Is It Possible For Competitors To Breach Apple’s “Economic Moat”?

“Economic moat” is a term used to describe the protective barrier shielding a company’s profits and prospects from its competitors. Companies like Apple have wider moats, which not only offer the most protection but are also quite tough to breech. With a strong brand name, such as Apple, a company can translate its dominance into additional moat components including pricing power and market share. Now the question is, can any of Apple’s competitors breach Apple’s moat?

An interesting article by Seeking Alpha details how Apple continues to maintain its economic stronghold despite Steve Jobs’s demise, based on concept of economic moats popularized by Warren Buffett, the legendary investor and philanthropist. The article describes how Apple created its impressive moat. How the company is able to charge premium prices and grab staggering gross margins merely by using its brand name.

The Apple brand name is perhaps the company’s best asset as evidenced by the ferocious loyalty of its customers, willing to endure long waits to get their hands on whatever product Apple is rolling out.

Today one of Apple’s greatest strengths is its company-owned and operated ecosystem. Their proprietary formats and products keep users within the Apple family with everything they sell from the devices to the music to the applications to the videos.

In short, Apple maintains its moat because it has been able to keep putting out “gadgets” deemed by the consumer to be more user-friendly and more reliable.

The real threat to Apple comes not from Google, but from Microsoft. While Steve Jobs famously predicted a “Post-PC World” dominated by tablets and interconnected mobile devices, Microsoft sees a “PC-Plus World” where a fully integrated operating system ties everything together, with a hybrid tablet at the core.

The key question here is: Will Microsoft be able to produce reliable products? The company is planning to pay developers to extend their apps, is subsidizing Nokia and has the cash on hand to take substantial losses to breach that Apple moat.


## YOUR OBJECTIVE:
From the entries that follow, copy each line containing the word "space".

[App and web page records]
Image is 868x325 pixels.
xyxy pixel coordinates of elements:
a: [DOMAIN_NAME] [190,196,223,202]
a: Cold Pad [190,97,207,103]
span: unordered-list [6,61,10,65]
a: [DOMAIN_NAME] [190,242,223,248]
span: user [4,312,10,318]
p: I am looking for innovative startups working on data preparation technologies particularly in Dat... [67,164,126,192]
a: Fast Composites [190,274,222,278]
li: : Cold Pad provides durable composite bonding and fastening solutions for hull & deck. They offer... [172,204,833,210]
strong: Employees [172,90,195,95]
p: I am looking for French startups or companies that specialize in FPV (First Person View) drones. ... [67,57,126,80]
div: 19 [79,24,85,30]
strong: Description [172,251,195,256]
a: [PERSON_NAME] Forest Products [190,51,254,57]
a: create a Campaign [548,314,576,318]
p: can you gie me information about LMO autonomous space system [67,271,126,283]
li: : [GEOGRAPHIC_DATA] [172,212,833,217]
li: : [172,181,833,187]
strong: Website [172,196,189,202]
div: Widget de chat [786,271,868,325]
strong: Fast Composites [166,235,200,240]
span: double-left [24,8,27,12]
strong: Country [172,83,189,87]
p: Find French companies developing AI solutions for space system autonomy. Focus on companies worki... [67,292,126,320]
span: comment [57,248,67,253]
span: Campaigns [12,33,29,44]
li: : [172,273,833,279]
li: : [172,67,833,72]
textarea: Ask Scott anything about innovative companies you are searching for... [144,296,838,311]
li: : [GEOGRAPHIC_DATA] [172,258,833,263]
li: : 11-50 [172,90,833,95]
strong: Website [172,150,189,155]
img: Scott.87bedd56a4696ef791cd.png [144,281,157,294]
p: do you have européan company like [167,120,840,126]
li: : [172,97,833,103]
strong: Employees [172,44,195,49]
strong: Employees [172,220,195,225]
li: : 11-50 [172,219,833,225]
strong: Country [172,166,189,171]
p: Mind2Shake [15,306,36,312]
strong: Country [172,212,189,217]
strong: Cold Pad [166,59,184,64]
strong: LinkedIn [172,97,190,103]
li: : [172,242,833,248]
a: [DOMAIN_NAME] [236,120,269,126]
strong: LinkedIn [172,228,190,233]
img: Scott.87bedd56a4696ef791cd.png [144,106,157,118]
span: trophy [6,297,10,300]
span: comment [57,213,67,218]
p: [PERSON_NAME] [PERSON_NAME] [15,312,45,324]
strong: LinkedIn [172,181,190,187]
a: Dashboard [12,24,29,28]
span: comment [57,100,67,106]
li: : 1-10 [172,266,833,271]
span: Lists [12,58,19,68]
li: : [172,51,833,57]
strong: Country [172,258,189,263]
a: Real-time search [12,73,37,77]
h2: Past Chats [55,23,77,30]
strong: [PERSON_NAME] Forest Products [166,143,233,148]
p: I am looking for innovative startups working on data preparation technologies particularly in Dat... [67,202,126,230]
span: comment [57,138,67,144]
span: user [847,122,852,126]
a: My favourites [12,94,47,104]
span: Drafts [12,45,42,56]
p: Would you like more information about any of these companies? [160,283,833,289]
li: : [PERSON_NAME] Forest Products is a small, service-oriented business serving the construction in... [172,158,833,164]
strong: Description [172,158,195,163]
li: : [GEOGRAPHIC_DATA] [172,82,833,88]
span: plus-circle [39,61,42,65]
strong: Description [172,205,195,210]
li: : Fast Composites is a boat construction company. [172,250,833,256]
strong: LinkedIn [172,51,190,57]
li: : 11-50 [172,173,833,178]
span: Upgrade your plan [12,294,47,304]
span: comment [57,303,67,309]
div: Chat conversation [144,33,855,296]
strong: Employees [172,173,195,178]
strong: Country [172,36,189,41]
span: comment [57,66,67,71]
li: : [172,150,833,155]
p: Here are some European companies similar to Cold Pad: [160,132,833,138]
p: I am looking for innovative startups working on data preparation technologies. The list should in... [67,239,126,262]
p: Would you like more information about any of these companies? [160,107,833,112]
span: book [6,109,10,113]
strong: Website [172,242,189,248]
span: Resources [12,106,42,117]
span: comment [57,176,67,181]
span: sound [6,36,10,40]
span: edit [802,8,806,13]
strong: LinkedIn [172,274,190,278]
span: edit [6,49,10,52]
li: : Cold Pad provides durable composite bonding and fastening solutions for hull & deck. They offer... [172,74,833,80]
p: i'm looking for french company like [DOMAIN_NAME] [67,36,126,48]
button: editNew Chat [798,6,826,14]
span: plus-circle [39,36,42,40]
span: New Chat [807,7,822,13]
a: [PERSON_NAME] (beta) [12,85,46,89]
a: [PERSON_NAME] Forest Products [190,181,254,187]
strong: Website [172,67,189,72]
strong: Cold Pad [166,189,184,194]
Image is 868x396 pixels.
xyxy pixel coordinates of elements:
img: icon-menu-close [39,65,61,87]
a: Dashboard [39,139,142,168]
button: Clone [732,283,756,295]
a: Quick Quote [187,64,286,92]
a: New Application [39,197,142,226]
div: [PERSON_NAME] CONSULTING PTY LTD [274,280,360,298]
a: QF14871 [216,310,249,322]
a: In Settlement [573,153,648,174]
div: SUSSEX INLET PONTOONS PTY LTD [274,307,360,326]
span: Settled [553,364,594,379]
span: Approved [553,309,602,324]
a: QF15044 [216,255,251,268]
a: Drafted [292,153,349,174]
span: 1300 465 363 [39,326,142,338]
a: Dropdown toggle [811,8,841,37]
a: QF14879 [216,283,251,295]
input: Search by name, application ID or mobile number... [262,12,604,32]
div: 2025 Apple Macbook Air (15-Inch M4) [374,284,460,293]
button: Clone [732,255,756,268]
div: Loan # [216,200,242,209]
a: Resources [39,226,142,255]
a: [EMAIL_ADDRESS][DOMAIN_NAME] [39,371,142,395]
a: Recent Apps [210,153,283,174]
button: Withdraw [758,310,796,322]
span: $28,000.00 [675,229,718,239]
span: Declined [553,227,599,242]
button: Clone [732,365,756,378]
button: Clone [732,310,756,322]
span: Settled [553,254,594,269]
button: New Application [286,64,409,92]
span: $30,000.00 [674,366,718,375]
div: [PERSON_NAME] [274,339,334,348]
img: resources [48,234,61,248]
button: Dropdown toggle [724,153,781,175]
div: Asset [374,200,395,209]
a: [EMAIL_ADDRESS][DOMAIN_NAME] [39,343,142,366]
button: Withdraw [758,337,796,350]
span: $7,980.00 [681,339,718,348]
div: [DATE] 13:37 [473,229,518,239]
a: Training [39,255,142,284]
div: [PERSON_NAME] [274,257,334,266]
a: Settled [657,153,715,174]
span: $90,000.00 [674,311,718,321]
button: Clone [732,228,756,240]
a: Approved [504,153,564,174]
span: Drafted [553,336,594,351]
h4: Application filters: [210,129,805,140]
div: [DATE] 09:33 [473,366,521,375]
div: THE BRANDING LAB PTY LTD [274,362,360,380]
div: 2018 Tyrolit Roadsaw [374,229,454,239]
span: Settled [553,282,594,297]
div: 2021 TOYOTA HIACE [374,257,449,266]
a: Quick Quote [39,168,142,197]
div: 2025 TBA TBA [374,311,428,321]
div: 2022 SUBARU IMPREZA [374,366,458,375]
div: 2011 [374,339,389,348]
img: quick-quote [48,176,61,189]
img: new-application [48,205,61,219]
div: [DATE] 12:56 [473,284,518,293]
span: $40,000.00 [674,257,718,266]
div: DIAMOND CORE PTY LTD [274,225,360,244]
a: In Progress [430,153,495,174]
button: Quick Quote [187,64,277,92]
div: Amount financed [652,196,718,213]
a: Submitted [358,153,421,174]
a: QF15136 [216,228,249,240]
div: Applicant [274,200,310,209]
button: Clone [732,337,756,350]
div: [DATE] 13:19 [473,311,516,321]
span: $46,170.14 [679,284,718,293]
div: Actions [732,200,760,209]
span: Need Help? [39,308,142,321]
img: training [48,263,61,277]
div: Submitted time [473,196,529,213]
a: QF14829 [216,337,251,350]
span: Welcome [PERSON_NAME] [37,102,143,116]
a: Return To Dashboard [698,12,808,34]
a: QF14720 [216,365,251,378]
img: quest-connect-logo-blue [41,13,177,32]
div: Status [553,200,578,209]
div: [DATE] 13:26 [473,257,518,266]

## SOLVED EXERCISE:
p: can you gie me information about LMO autonomous space system [67,271,126,283]
p: Find French companies developing AI solutions for space system autonomy. Focus on companies worki... [67,292,126,320]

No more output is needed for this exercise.